One of the earliest and consistent predictions of global warming theory is that the polar regions would increase in temperature to a far greater degree than the equatorial regions. This prediction is plausible for several reasons. First of all, the polar regions are subject to the ice-albedo feedback; i.e., as sea ice and snow fields melt the ground and open water absorb more of the Sun's radiation. Second, the air of the polar regions is dry, so dry that they are deserts as much as the Sahara is. Being dry the polar air has very little of the overwhelmingly most important greenhouse gas, water vapor. In moister regions carbon dioxide is a relatively small proportion of the greenhouse gases, but in the dry regions it is relatively more important. Thus if the concentration of carbon dioxide doubles there is relatively smaller effect in moister regions than in the dryer regions so the temperature effect of the increased carbon dioxide is greater in the dryer regions. But, if the atmosphere in the polar regions warms there will be more evaporation and thus a postive feedback from greenhouse effect of increased water vapor.

Some of the predictions from computer models are that there would be a five to one ratio of the increase in the temperatures in the polar region relative to the increase in the equatorial regions. All of this is plausible but how does the prediction compare with the facts. Theories and models fail generally not from what is included in them but from what is left out. Climate models are made up of components that derive from verified science such as thermodynamics and mechanics. Scientists from outside climatology look at these models and think they are valid because they consist only of components drawn from the hard sciences. The models can fail not because of what is there, but from what is not there. The real world is a much more complex system than what the models encompass. This is illustrated by the prediction of temperature change by latitude.
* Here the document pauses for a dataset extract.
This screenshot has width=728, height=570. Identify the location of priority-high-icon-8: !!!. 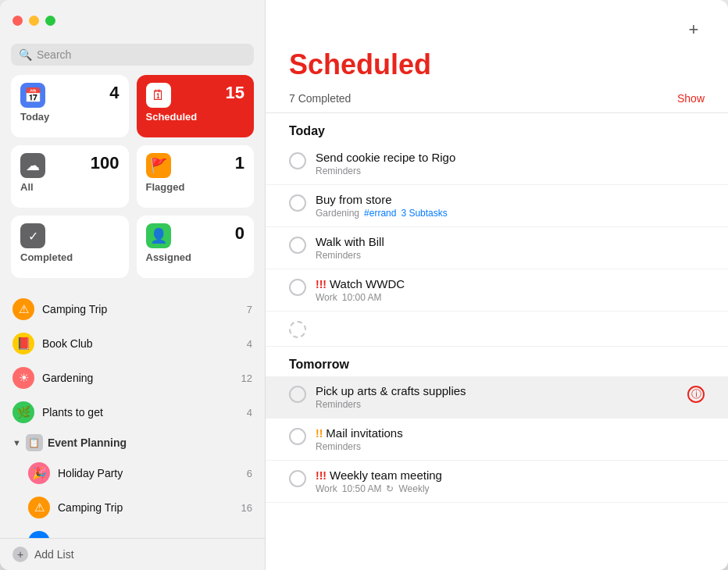
(321, 476).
Robert C. Balling, Jr. gives a graph relevant to comparing a model prediction with the actual record. It is given in his article, "Observational Surface Temperature Records versus Model Prediction," which is published in Shattered Consensus: The True State of Global Warming (page 53). A fascimile of Balling's graph is given below.
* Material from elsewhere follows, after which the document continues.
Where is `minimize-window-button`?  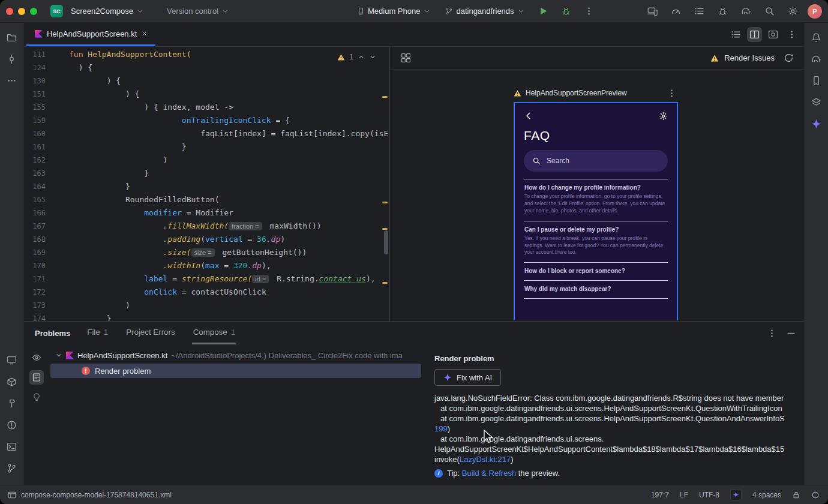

Here we have the real world in all its complexity. Over the period 1970 to 2001 the Arctic region did have a greater temperature increase than the tropical region. It was not a five to one ratio however. The north polar region increased in temperature about 83 percent more than the tropic region. However in the south polar region there was no larger increase than the tropics, If anything the south polar region increased less in temperature than the tropics with Antarctica actually decreasing in temperature. If the increase in temperature in the north polar region is taken as a verification of the theory and global warming model then the record in the south polar regions is a denial of the validity of the theory and model. That is the real world in all its complexity.

Balling presents the estimates of temperature change by latitude from a model. He does not give the details of the model or models used for the estimates but he may be using results from models used by the Intergovernmental Panel on Climate Change. The model(s) generally overestimates the change in temperature but more so in the polar regions, particulary the Arctic. The model(s) predict that the temperature increase in the Arctic should be about four times what it is for the tropics. In the very high latitudes of the north polar region the temperature change is declining with latitude rather than increasing. It is not implausible that the actual temperature increase with latitude in the Northern Hemisphere is reflecting the effect of the band of urban-industrial civilization between 25°N and 70°N.

Another element left out of the comparison of temperature change by latitude is that there is much less global area in the higher latitudes than in the lower latitudes. Consequently the variability of zonal temperature is higher in the higher latitudes than in the lower latitudes. For more on this factor see Statistical Significance of Temperature Trends.

In the Southern Hemisphere the models predict an increase at 50°S that is about two and half times the actual increase. In Antarctica the model(s) predict a temperature increase which is about 30 percent larger than the temperature increase predicted for the tropics but the actual temperature change was negative.

The climate models have some successes but they are not hard science and they are not "ready for prime time." Human civilization would be greatly served if the climate modelers had the intellectual integrity to stop making sensationalistic predictions for the 11 o'clock news and admit much work must be done before the model projections are relevant for policy decisions.